Friday, February 20, 2009

Thing #3

Blog search engines --of course! We need to list our Book Blog on a web search engine. Altho I got millions of results when I searched a blog topic in Google blog search engine. The age old question now of how to get your blog listed high enough to be read.
I looked up knitting blogs in 2 search engines, Technorati and Google Blog Search. In Technorati, it was easier to refine the search at the top and there were fewer results. (Does fewer results make them better?) In Google Blog Search, I got over 2 M results--yowza. But I must say that the blogs on the first page look more interesting, and I actually want to click on them and read!

Monday, February 2, 2009

More on Thing #2

(This is a long Thing! more like homework!!)

I read the article "The Ongoing Web Revolution". He comments that trust is key for social computing. I think that sometimes that trust is misplaced. Students trust 'way too much that the information about themselves that they post will not be used by anyone else. Recent articles in the newspapers about employers looking at applicants' Facebook pages, the non-privacy of Google, and even Michael Phelps' picture smoking pot all would seem to point to the fact that the users' information is definitely NOT private!

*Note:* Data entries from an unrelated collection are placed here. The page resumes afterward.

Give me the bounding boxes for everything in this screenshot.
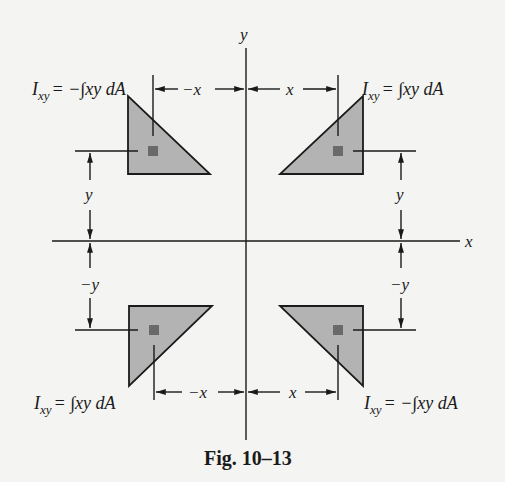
y-dimension-label: −y: [390, 275, 409, 294]
triangle-area: [128, 96, 210, 174]
quadrant-bottom-left: −x −y Ixy= ∫xy dA: [33, 243, 244, 417]
area-element-dA: [148, 146, 158, 156]
y-dimension-label: −y: [80, 275, 99, 294]
product-of-inertia-diagram: y x −x y Ixy= −∫xy dA x y Ix: [0, 0, 505, 482]
formula: Ixy= −∫xy dA: [31, 79, 127, 103]
quadrant-bottom-right: x −y Ixy= −∫xy dA: [248, 243, 459, 417]
formula: Ixy= ∫xy dA: [361, 79, 445, 103]
y-axis-label: y: [238, 25, 248, 44]
x-dimension-label: x: [288, 383, 297, 402]
quadrant-top-left: −x y Ixy= −∫xy dA: [31, 75, 244, 239]
x-axis-label: x: [464, 232, 473, 251]
formula: Ixy= −∫xy dA: [363, 393, 459, 417]
area-element-dA: [149, 325, 159, 335]
x-dimension-label: −x: [188, 383, 207, 402]
triangle-area: [280, 96, 363, 174]
area-element-dA: [333, 325, 343, 335]
x-dimension-label: x: [285, 80, 294, 99]
area-element-dA: [333, 146, 343, 156]
figure-caption: Fig. 10–13: [204, 447, 292, 470]
triangle-area: [280, 306, 363, 386]
triangle-area: [129, 306, 212, 386]
y-dimension-label: y: [394, 185, 404, 204]
y-dimension-label: y: [83, 185, 93, 204]
x-dimension-label: −x: [182, 80, 201, 99]
quadrant-top-right: x y Ixy= ∫xy dA: [248, 75, 445, 239]
formula: Ixy= ∫xy dA: [33, 393, 117, 417]
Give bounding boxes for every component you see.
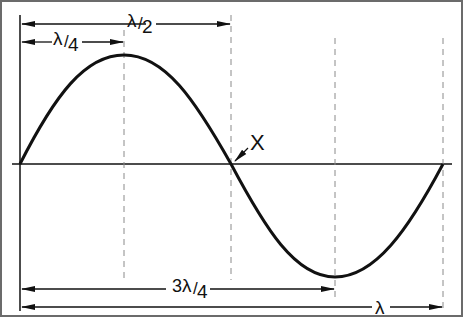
wavelength-label: λ	[375, 297, 385, 318]
diagram-frame: λ / 2 λ / 4 X 3 λ / 4 λ	[0, 0, 464, 318]
point-x-label: X	[250, 130, 265, 155]
svg-text:2: 2	[142, 16, 153, 37]
svg-text:λ: λ	[182, 275, 192, 296]
svg-text:λ: λ	[127, 10, 137, 31]
svg-text:4: 4	[197, 281, 208, 302]
svg-text:4: 4	[68, 34, 79, 55]
svg-text:λ: λ	[53, 28, 63, 49]
sine-wave-diagram: λ / 2 λ / 4 X 3 λ / 4 λ	[0, 0, 464, 318]
svg-text:3: 3	[172, 276, 182, 296]
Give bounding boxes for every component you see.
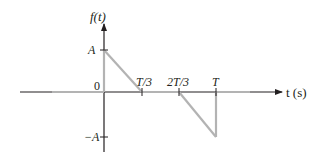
x-tick-label-t-third: T/3 (136, 76, 152, 88)
y-tick-label-a: A (88, 44, 95, 56)
y-tick-label-neg-a: −A (84, 131, 99, 143)
signal-curve (52, 50, 250, 137)
y-tick-label-zero: 0 (94, 80, 100, 92)
waveform-diagram: f(t) A 0 −A T/3 2T/3 T t (s) (0, 0, 317, 162)
x-axis-label: t (s) (286, 86, 307, 99)
y-axis-label: f(t) (90, 10, 106, 23)
plot-canvas (0, 0, 317, 162)
x-tick-label-t: T (212, 76, 219, 88)
x-tick-label-two-t-third: 2T/3 (167, 76, 189, 88)
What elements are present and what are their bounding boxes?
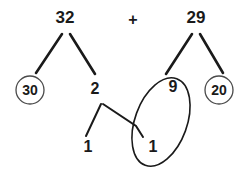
node-30: 30 [22, 82, 38, 98]
node-one-right: 1 [149, 138, 158, 155]
branch-2-to-one-left [86, 104, 101, 136]
branch-32-to-30 [36, 34, 62, 73]
branch-29-to-20 [200, 34, 223, 73]
number-bond-diagram: 32 + 29 30 2 9 20 1 1 [0, 0, 250, 170]
grouping-ellipse-icon [121, 70, 201, 170]
node-20: 20 [211, 82, 227, 98]
addend-right-29: 29 [187, 8, 206, 27]
node-9: 9 [169, 78, 178, 95]
node-one-left: 1 [84, 138, 93, 155]
branch-29-to-9 [166, 34, 192, 74]
branch-2-to-one-right [103, 104, 143, 137]
branch-32-to-2 [70, 34, 95, 74]
plus-operator-icon: + [128, 11, 137, 28]
diagram-canvas: 32 + 29 30 2 9 20 1 1 [0, 0, 250, 170]
node-2: 2 [91, 80, 100, 97]
addend-left-32: 32 [56, 8, 75, 27]
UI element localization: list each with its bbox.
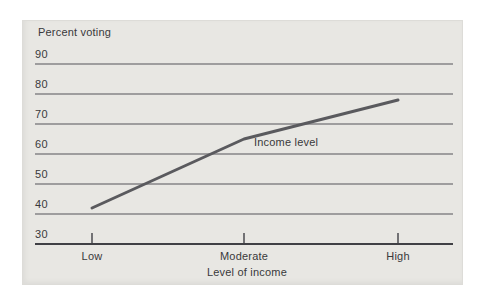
y-tick-label-60: 60 <box>35 138 48 150</box>
x-tick-label-high: High <box>343 250 453 262</box>
x-tick-label-moderate: Moderate <box>189 250 299 262</box>
x-axis-title: Level of income <box>167 266 327 278</box>
y-tick-label-90: 90 <box>35 48 48 60</box>
x-tick-label-low: Low <box>37 250 147 262</box>
y-tick-label-30: 30 <box>35 228 48 240</box>
y-tick-label-70: 70 <box>35 108 48 120</box>
y-tick-label-50: 50 <box>35 168 48 180</box>
y-axis-title: Percent voting <box>38 26 111 38</box>
figure-canvas: Percent voting 90807060504030 LowModerat… <box>0 0 484 306</box>
y-tick-label-80: 80 <box>35 78 48 90</box>
y-tick-label-40: 40 <box>35 198 48 210</box>
series-label: Income level <box>254 136 318 148</box>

I want to read the articles about libraries and Facebook. One of our students set us (the library)up a Facebook page. My daughter, who is in PR for a bank, says that banking wants to take advantage of Facebook, too.

Friday, January 30, 2009

Thing #2

These are my thought on the readings for Thing #2:
I like Sarah Houghton’s definition of Library 2.0: "The basic drive is to get people back into the library by making the library relevant to what they want and need in their daily lives…to make the library a destination and not an afterthought.” This really sums up well what we are trying to do with Guitar Hero in the library this week and last. The staff and I were flabbergasted to get comments (from the Administration, and supposedly from a student) ranging from "How much did THAT cost? Where did you get money for that?" to "It's too noisy. Maybe the library isn't the best place for that."



John Blyberg says "the old fiefdoms need to disappear...": Our small staff has always been adept at picking things up that need to be done, whether it's covering the front desk, making student IDs or whatever. Community college libraries in FL have been doing more with less for several years now and we have been thinking about moving tech services staff to public services and other work flow changes for quite a while.



"Coffee shops are opening up in libraries...": Coffee shops are L2? That makes our Starbooks Internet Cafe and Patio L2! I knew we were cool! (And state award-winning!)


"More than anything else, the ideas that comprise L2 stand to bring revolutionary change to libraries, not simply adaptation to changing demands. Not even the initial introduction of ILSs compares to the conceptual, programmatic, cultural and physical changes that are bound to come about as a result of L2. Library 2.0 marks historical change.
L2 is essential for survival/pertinence. L2 is not an option. ...We will become the functional equivalent of back-room storage full of green hanging-file-folder boxes."

I've got to think about the revolutionary thing some more...maybe it's a s-l-o-w revolution that we're already in the middle of? ...I found a file case full of my files from the 80's a couple of months ago. I guess that's what we used to do--make files. (I tossed them all.)

More on the other articles later....

Tuesday, January 13, 2009

Thing #1: Blog


Now I have my very own BLOG! It was pretty easy to set up.

We also have a Blog for the Library that we call Book Blog. We post short book reviews on it--kind of a "this is what I just read" notes. We also ask faculty and student to send us their short reviews to publish on the blog. We do not get much response unless we really nag. I also doubt that it is read very much. That seems to me to be the big downfall of blogs--who reads them??? How do you get people to read them?